Only myself. I don’t believe I have hordes of adoring fans out there who are waiting with baited breath each week, wondering, hoping, that this will be the day that Sarah Bourne releases another fascinating blog post. No, it is only myself who is let down. I am lazy, incompetent, have nothing to say…the list goes on.

After my Writers Group the other day, I had a conversation with one of the members. She was asking me (!) about using Social Media as a marketing tool.

“Do I need to blog? What about Facebook? And Twitter? Instagram?”

“Oh, yes,” I said, “All very important. You have to build your brand, get your name out there. It’s not just about selling your book, it’s about letting the reader, or potential reader, get to know you as a person so they want to read what you’ve written.” Thats the theory, anyway, so I’m told.

“Oh, I must get around to it then. I have a long list of topics I want to blog about.”

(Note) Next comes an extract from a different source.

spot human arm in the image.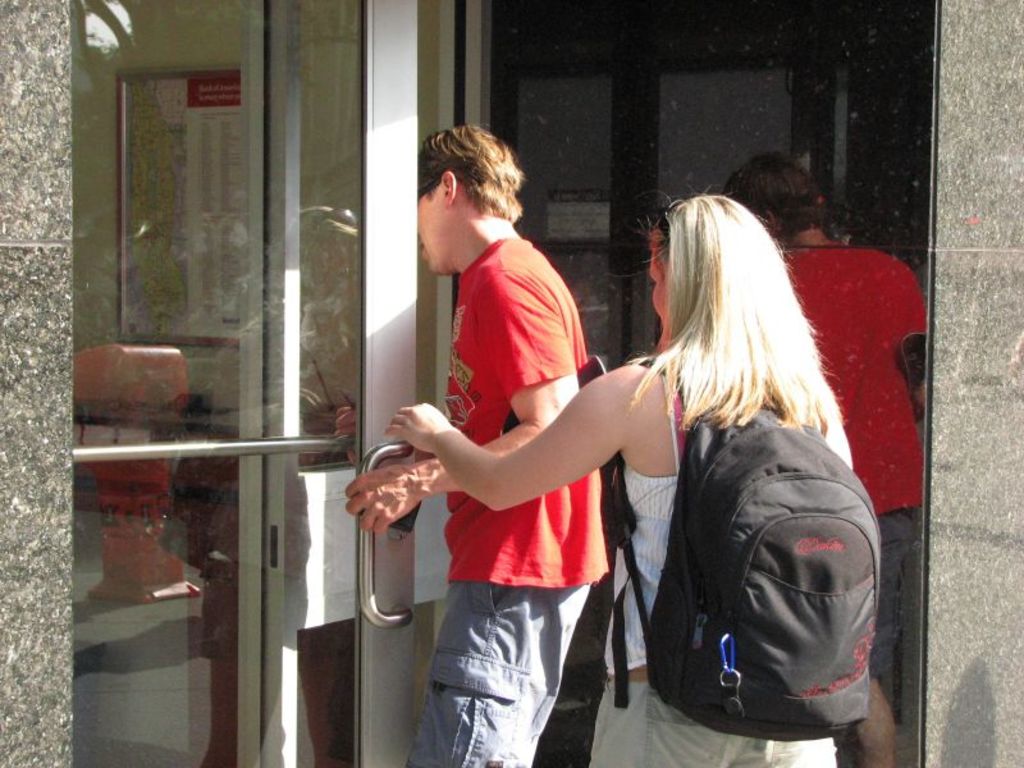
human arm found at [x1=343, y1=247, x2=589, y2=544].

Lucky you, I thought. I have no idea what to write most of the time, and if I do, I don’t get round to it. I think no-one will want to read it, or it will be so boring I’ll fall asleep while I’m writing it.

The thing is, I love writing. On the days when I know I have uninterrupted writing time, I leap out of bed with a song in my heart and a spring in my step. (Okay, writers shouldn’t succumb to cliches, but that is honestly how I feel, and why reinvent the wheel?) My fingers itch to get to the keyboard, and sometimes, although not always, the words flow and all is right in the world.

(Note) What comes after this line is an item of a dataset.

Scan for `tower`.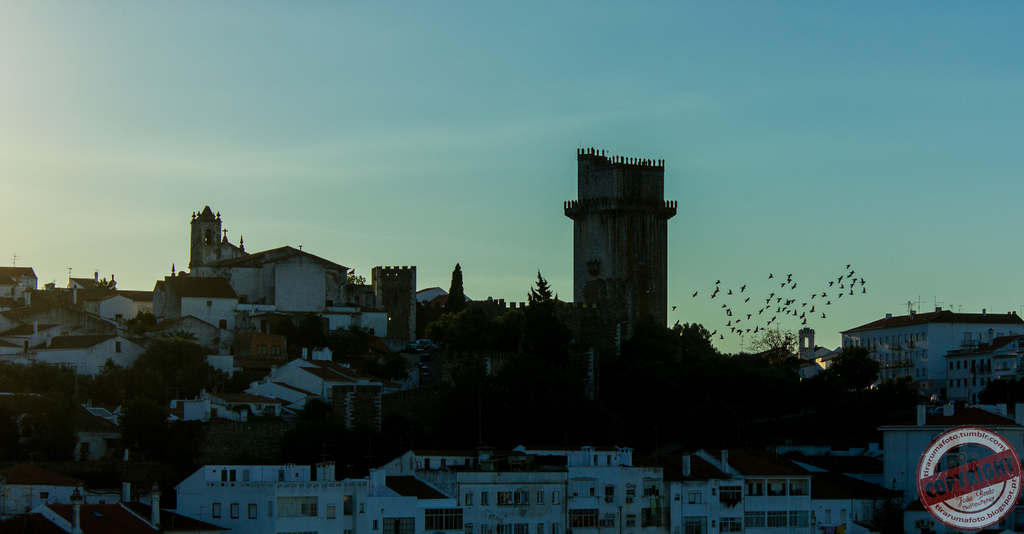
Scan result: crop(370, 259, 417, 349).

The Writers Group decided this year to put out a little book for Christmas. We would all write a piece about a memorable meal we’d had, somewhere, some time. Everybody else wrote a memory, mostly about a terrible meal they’d endured in an exotic location. Now, I’ve been to my fair share of exotic locations, and eaten meals of varying quality with tropical seas lapping at my toes, or magnificent sunsets dazzling my eyes. But every time I tried to write about one of them, it was flat, didn’t zing off the page at all.

I am writing a novel based in and just after the Second World War at the moment. Aha! Rationing, I thought. And how women used to get together and support each other while their husbands, brothers, fathers were away. As soon as I freed myself from the confines of having to write a ‘true’ story (or a strongly embellished true story), the words came. And the added bonus is that it is now a scene in the novel.

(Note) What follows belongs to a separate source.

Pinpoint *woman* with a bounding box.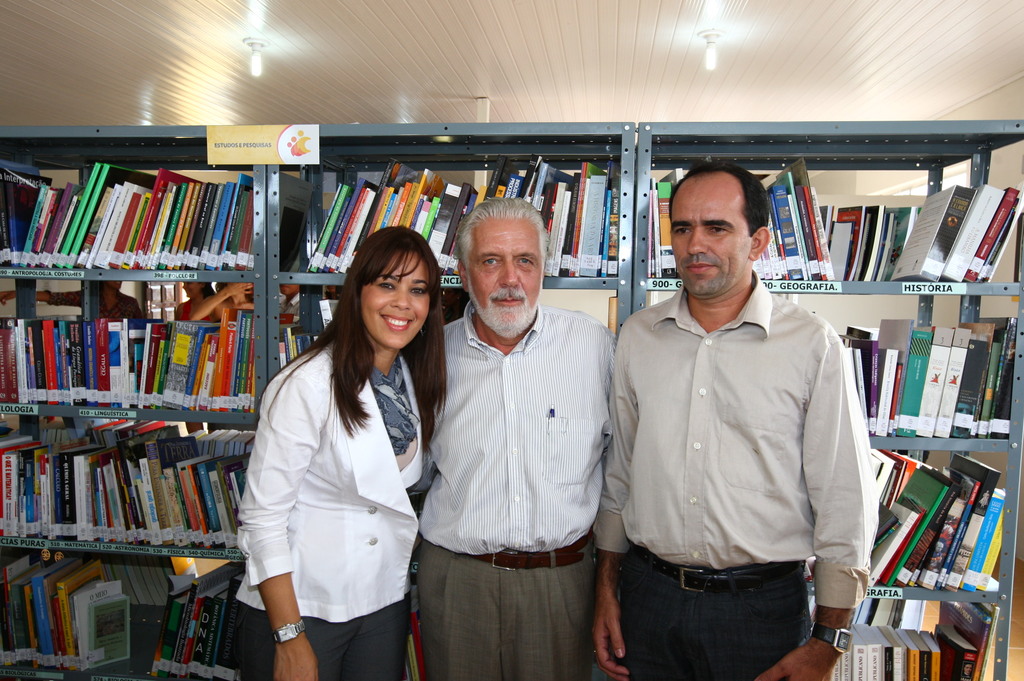
bbox(224, 232, 451, 680).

So what do I take from this? For today, and I reserve the right to change my mind, it is this:

I write fiction. I do not naturally lean towards writing from my own life, although, of course, there is some of that in fiction. Heavily disguised. So distant from the source as to be unattributable and unrecognisable. I like to make things up. I’ve lived my life once, I don’t feel the need or the desire to rehash it. So, fiction it is.

Today is Thursday, my alert went off, and I have written a blog post. I also have an author Facebook page, a twitter account, Instagram. (One day, I’ll learn to link them all).

Have a good week or month or whatever, until we meet again. Oh, and just in case, Enjoy the Festive Season, however you celebrate it.